Authorities began easing restrictions on Saturday, with curfew and prohibitory orders lifted in the capital, Kathmandu, though sensitive areas remain off-limits to the public.
The protests evolved into a broader movement against alleged corruption and nepotism among the political elite, with demonstrators setting fire to the parliament, the residences of top politicians, and other public buildings, and forcing Prime Minister KP Sharma Oli to step down.
At least 51 people, including 21 protesters, nine prisoners, three police officers and 18 others, were killed in protests since Monday, police said.
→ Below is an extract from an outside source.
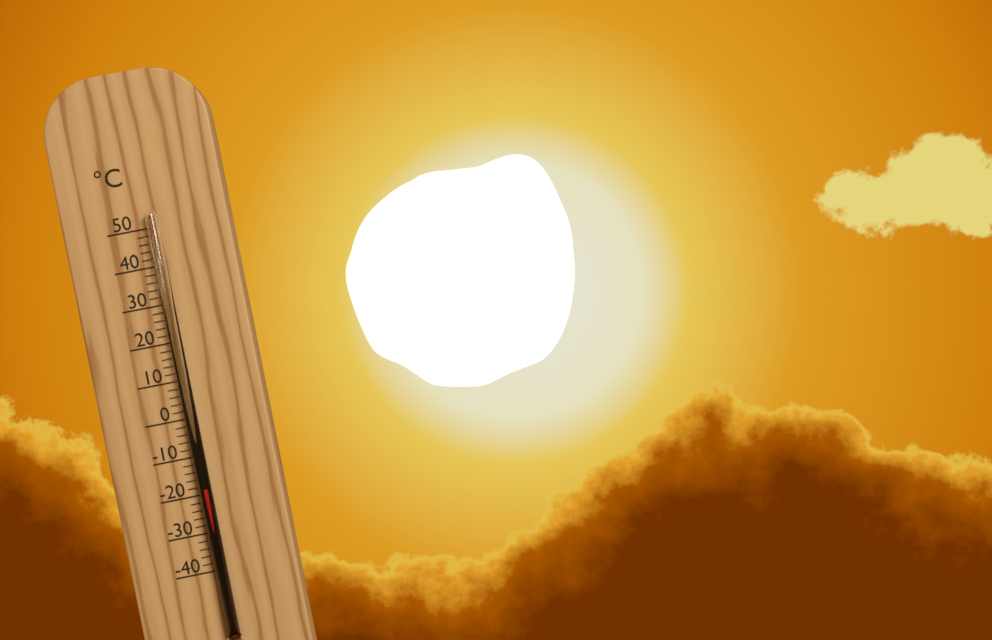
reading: -18 °C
About 1,000 prisoners who escaped from multiple jails countrywide were returned, but over 12,500 others remain on the run, according to the police.
The anger among Nepalese protesters was also rooted in economic malaise, with many young people dissatisfied with how they struggle to get by as political leaders and their offspring enjoy luxurious lifestyles.
Many Gen Z youth and others said they are frustrated by a lack of employment, especially in rural areas, something that has driven millions to seek work in other countries across the Middle East, as well as in South Korea and Malaysia.
Karki was appointed the interim prime minister after two days of intense negotiations between President Paudel, army chief Ashok Raj Sigdel and the protest leaders behind Nepal’s worst upheaval in years.
News of Karki’s appointment was welcomed by neighbouring India, whose Prime Minister Narendra Modi offered his congratulations in a post on X. “India is fully committed to the peace, progress, and prosperity of Nepal’s brothers and sisters,” he wrote.